Message of Abbot Paul - Tuesday 25th January

Abbot Paul • January 24, 2022

Message from Fr Paul for Tuesday, 25th January 2022

 Today the Church celebrates the feast of the Conversion of St Paul, which I have always considered to be my patronal feast day rather than 29th June, the reason being that I have always felt myself to be in need of constant and continuous conversion, my heart being wayward and fickle. So pivotal was Paul’s conversion to the mission and establishment of the Church, that the event has its own feast day and the Acts of the Apostles contains no less than three full accounts, and the rest of Paul’s writings several references, to what happened on that fateful day, when Saul the Pharisee and persecutor of the primitive Christian community met with Jesus on the road to Damascus. He had been sent from Jerusalem to begin the process of persecution of the followers of the Way, as those Christians were called. In Jerusalem he had taken charge of the martyrdom of St Stephen. We cannot underestimate the importance of this event and can well ask what would have become of the Christian faith and of world history had it not been for Saul of Tarsus. At Mass today we read the second account from Acts, (Ac 22: 3-16), which I propose reproducing in its entirety for us to read at leisure.

Paul said to the people, ‘I am a Jew and was born at Tarsus in Cilicia. I was brought up here in this city. I studied under Gamaliel and was taught the exact observance of the Law of our ancestors. In fact, I was as full of duty towards God as you are today. I even persecuted this Way to the death, and sent women as well as men to prison in chains as the high priest and the whole council of elders can testify, since they even sent me with letters to their brothers in Damascus. When I set off it was with the intention of bringing prisoners back from there to Jerusalem for punishment.

  ‘I was on that journey and nearly at Damascus when about midday a bright light from heaven suddenly shone round me. I fell to the ground and heard a voice saying, “Saul, Saul, why are you persecuting me?” I answered: Who are you, Lord? and he said to me, “I am Jesus the Nazarene, and you are persecuting me.” The people with me saw the light but did not hear his voice as he spoke to me. I said: What am I to do, Lord? The Lord answered, “Stand up and go into Damascus, and there you will be told what you have been appointed to do.” The light had been so dazzling that I was blind and my companions had to take me by the hand; and so I came to Damascus.

  ‘Someone called Ananias, a devout follower of the Law and highly thought of by all the Jews living there, came to see me; he stood beside me and said, “Brother Saul, receive your sight.” Instantly my sight came back and I was able to see him.
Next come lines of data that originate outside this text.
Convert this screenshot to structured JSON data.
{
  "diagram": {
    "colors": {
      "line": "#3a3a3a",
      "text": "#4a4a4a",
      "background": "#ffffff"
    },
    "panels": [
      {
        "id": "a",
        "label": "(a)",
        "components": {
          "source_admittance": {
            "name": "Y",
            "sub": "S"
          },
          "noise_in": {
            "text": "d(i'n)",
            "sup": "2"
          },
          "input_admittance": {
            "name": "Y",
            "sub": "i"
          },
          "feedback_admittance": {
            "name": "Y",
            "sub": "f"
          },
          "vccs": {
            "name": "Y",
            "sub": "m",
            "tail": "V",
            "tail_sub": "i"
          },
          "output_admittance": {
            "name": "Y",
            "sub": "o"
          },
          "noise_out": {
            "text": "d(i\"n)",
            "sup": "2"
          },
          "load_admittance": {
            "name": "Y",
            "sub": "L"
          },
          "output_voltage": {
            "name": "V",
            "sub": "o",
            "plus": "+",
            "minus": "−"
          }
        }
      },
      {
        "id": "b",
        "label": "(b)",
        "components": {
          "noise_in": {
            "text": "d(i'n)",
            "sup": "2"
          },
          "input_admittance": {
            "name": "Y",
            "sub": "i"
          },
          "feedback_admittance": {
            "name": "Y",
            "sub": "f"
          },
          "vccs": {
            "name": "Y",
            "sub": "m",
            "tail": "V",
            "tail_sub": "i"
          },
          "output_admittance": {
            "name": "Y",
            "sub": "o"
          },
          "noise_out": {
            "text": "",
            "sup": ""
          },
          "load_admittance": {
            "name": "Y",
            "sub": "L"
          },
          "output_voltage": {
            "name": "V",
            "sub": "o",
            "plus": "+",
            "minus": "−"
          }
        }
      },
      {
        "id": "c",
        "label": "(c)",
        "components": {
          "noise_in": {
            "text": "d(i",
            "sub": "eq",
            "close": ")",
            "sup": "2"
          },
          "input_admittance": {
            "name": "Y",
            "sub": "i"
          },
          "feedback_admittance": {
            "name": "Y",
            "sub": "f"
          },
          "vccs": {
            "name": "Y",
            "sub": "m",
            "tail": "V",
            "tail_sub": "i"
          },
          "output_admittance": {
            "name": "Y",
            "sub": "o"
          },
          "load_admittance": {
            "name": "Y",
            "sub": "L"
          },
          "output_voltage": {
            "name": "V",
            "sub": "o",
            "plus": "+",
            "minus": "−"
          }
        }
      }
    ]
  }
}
Then he said, “The God of our ancestors has chosen you to know his will, to see the Just One and hear his own voice speaking, because you are to be his witness before all mankind, testifying to what you have seen and heard. And now why delay? It is time you were baptised and had your sins washed away while invoking his name.”’

 Paul always viewed his conversion as an encounter with the risen Christ, who personally chose him to be the Apostle of the Gentiles. He was converted not only for his own salvation, but for that of countless others, Jews and non-Jews, Gentiles as they were called. This, unfortunately, was anathema to his co-religionists and the reason why they objected so violently to him and wanted his blood. We read in the Gospel how Jesus was accepting of pagans and others rejected by Judaism such as Samaritans. Paul was called to take that mission a stage further, although it is Peter who will first baptise non-Jewish believers in the persons of Cornelius and his household, as we read in Acts 10. Although Jesus refers to himself as Jesus the Nazarene, Paul immediately calls him Lord, Κυριος. At the Lord’s bidding, he is led by the hand to Damascus by Ananias, one of the leaders to the followers of the Way in that city, where he is baptised and his sins forgiven. When Ananias restored his sight, Saul, as he was still called, realised the errors of his ways and that, until then, he had been blind to the truth that Jesus the Lord is the one Light of the world and its only Saviour. In the risen Christ he has met the living God, whose obedient servant he has now become.

 Lord, may our Christian life be a daily encounter with the Risen Christ, the Light of the world and source of our salvation, and may we always share the joy of our conversion with others. Amen.